Chapter 29

Allison

They both nod.

“Okay, Aaron—what’s our narrative?”

He blinks hard, clears his throat. “They don’t have direct proof of quid pro quo. He never said he’d trade his vote for a favor. They have to draw inferences from his behavior. It’s not enough to overcome reasonable doubt.”

I get out of my chair. “Whenever I saw the defense do that, just keep their client silent and argue inferences and the burden of proof, I knew I had a winner. The jury will want more than that. We need a story of our own. With a bad guy.”

I walk over to the space on the wall where Vivian taped up a photo of the chief of staff, a diagonal slash across his face.

“Willoughby, the chief. He’s our villain.

This was all him. His boss was seventy-three, planning to retire soon.

Willoughby wanted to take his seat. So everything that helped Congressman Childress helped him, too.

He was sucking up to lobbyists and special interests because he wanted them to fund his campaign coffer when it came time for him to run.

His boss was an elderly man who wasn’t paying as close attention as he once did to such things, knowing that his time was coming to an end. ”

A smile creeps across Aaron’s face. Vivian has been nodding all along.

“We need a story,” I say. “And every good story has a villain.”

My phone buzzes. Luke’s prosecutor, Bruce Ghadiali. I answer on the second ring.

“Hi, Allison,” he says. “The test results came back.”

I walk out into the hallway. The DNA and print results on the contraband! Took them long enough. But the college baseball season is only just beginning. The timing isn’t terrible. Luke could be reinstated as coach within a week if I can convince Bruce to drop the charges.

“Wanna stop by in person?” he suggests. “Worth a face-to-face.”

Sure it is, from his perspective. He’ll want to find a way that we can quietly dismiss these charges without his office looking bad in the media. I’d probably do the same in his shoes.

“I can come over right now,” I tell him.

I reach Bruce Ghadiali’s office at 26th and California within the hour.

He’s expecting me and extends his hand. He’s one of the principal supervisors in the felony trial division.

As a former prosecutor myself, I know a sup’s life—answering questions constantly, putting out fires, juggling multiple issues and cases at once, and pining for the days when your only job was to try cases and put away bad guys.

Sometimes promotions don’t feel like promotions.

He is in a blue shirt with a navy tie pulled down. His office is standard-issue government, small and square, a cheap wraparound desk, banker’s boxes piled everywhere. The only thing out of place is a Nespresso coffee machine resting atop a file cabinet.

“I wanted to meet first as a courtesy,” he says. “By the way, while you’re here, here are photographs of the inventory from the car. If you want to do a physical inspection, that’s fine—”

“I don’t think that will be necessary.” Not after the test results, it won’t. But I take the folder and stuff it in my bag.

“So we ran DNA and prints on everything in the bag that contained the drugs and, for that matter, everything in the space beneath the trunk.”

“And…Luke’s prints aren’t on a single thing, right? Not the bag. Not the drugs. Not the tube of lipstick. Nothing at all.”

“That’s right,” he concedes. “You were right.”

“Any hits at all on the database?”

He lets out a large sigh. “One match,” he says. “A match for both DNA and fingerprints. On both the bag and on the lipstick.”

I sit back and suppress a smile. “Anyone I know?”

He thinks about that a moment. “You could say that,” he says, angling his head.

I open my hands. “Don’t keep me in suspense, Bruce. Who’s the lucky person?”

He purses his lips. Leans back in his chair, eyebrows raised.

Every story needs a villain. And in Luke’s case, the villain is…

“You,” says Bruce. “The DNA and prints were a match for you, Allison.”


> REQUIRED WORK: For the data below, please report each line where the word "will" is found.

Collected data
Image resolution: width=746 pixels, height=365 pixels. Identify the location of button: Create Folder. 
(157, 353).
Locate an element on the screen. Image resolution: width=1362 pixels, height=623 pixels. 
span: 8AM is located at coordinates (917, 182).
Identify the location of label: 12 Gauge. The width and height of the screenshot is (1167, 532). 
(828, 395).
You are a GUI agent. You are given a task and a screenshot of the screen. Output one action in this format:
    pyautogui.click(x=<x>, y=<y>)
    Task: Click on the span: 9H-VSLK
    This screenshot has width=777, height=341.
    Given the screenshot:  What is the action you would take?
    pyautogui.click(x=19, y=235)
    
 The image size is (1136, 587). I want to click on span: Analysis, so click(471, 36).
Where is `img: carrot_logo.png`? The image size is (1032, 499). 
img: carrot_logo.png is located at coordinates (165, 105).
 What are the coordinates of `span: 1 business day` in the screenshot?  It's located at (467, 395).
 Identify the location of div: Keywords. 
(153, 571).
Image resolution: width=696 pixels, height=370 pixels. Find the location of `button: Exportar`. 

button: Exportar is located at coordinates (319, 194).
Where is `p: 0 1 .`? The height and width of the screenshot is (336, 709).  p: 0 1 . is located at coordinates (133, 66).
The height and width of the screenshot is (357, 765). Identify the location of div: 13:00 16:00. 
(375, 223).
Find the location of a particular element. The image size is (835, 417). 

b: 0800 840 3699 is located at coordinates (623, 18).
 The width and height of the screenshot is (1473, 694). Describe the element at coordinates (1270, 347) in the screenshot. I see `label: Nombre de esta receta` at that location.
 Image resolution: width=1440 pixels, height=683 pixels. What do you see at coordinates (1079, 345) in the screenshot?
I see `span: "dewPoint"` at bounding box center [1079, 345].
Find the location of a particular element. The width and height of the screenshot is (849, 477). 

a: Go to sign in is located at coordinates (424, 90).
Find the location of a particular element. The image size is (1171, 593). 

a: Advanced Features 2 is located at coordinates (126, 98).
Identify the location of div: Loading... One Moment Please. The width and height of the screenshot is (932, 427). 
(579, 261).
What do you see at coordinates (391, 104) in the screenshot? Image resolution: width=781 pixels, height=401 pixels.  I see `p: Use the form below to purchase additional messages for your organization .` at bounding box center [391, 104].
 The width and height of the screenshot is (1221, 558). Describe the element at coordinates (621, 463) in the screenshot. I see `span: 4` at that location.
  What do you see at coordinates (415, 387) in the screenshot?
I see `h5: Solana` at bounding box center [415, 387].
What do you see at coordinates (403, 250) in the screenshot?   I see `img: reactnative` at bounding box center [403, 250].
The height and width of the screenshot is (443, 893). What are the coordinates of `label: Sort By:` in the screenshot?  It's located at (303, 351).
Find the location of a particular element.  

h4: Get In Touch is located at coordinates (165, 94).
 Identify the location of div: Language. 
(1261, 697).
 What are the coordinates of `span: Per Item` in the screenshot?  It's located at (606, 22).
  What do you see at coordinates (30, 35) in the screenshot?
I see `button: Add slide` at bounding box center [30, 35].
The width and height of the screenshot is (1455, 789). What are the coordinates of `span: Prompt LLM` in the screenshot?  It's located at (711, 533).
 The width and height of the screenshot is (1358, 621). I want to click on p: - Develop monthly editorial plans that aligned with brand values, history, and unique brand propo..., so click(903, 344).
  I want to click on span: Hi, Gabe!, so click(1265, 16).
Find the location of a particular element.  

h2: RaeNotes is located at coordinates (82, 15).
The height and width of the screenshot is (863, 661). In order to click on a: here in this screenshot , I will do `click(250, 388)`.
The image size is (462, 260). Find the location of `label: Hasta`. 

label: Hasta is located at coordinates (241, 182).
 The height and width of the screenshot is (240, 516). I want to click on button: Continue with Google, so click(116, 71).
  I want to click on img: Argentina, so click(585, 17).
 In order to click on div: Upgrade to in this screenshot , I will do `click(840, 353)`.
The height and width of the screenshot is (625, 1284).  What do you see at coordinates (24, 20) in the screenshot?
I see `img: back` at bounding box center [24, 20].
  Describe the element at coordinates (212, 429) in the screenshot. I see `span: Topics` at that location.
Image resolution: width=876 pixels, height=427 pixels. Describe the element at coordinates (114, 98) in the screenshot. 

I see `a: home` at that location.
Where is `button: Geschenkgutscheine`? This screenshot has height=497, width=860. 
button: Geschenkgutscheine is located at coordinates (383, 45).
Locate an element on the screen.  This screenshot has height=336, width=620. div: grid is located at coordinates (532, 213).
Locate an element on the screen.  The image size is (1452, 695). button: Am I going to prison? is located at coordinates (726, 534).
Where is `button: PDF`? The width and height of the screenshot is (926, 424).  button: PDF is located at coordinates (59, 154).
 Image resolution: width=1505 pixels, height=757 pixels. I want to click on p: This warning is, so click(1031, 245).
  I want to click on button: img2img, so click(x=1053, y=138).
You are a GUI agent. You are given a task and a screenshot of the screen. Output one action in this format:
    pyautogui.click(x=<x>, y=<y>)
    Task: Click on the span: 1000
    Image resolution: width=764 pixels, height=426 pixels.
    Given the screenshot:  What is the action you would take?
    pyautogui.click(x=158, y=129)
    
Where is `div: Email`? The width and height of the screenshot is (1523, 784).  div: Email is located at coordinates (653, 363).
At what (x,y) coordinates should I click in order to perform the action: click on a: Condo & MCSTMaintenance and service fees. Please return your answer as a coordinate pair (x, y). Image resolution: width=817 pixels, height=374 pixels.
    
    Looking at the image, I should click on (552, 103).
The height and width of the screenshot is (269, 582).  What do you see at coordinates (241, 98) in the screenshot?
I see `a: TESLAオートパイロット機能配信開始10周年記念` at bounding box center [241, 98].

> EXERCISE RESPONSE:
The height and width of the screenshot is (863, 661). In order to click on a: here in this screenshot , I will do `click(250, 388)`.
 In order to click on div: Upgrade to in this screenshot , I will do `click(840, 353)`.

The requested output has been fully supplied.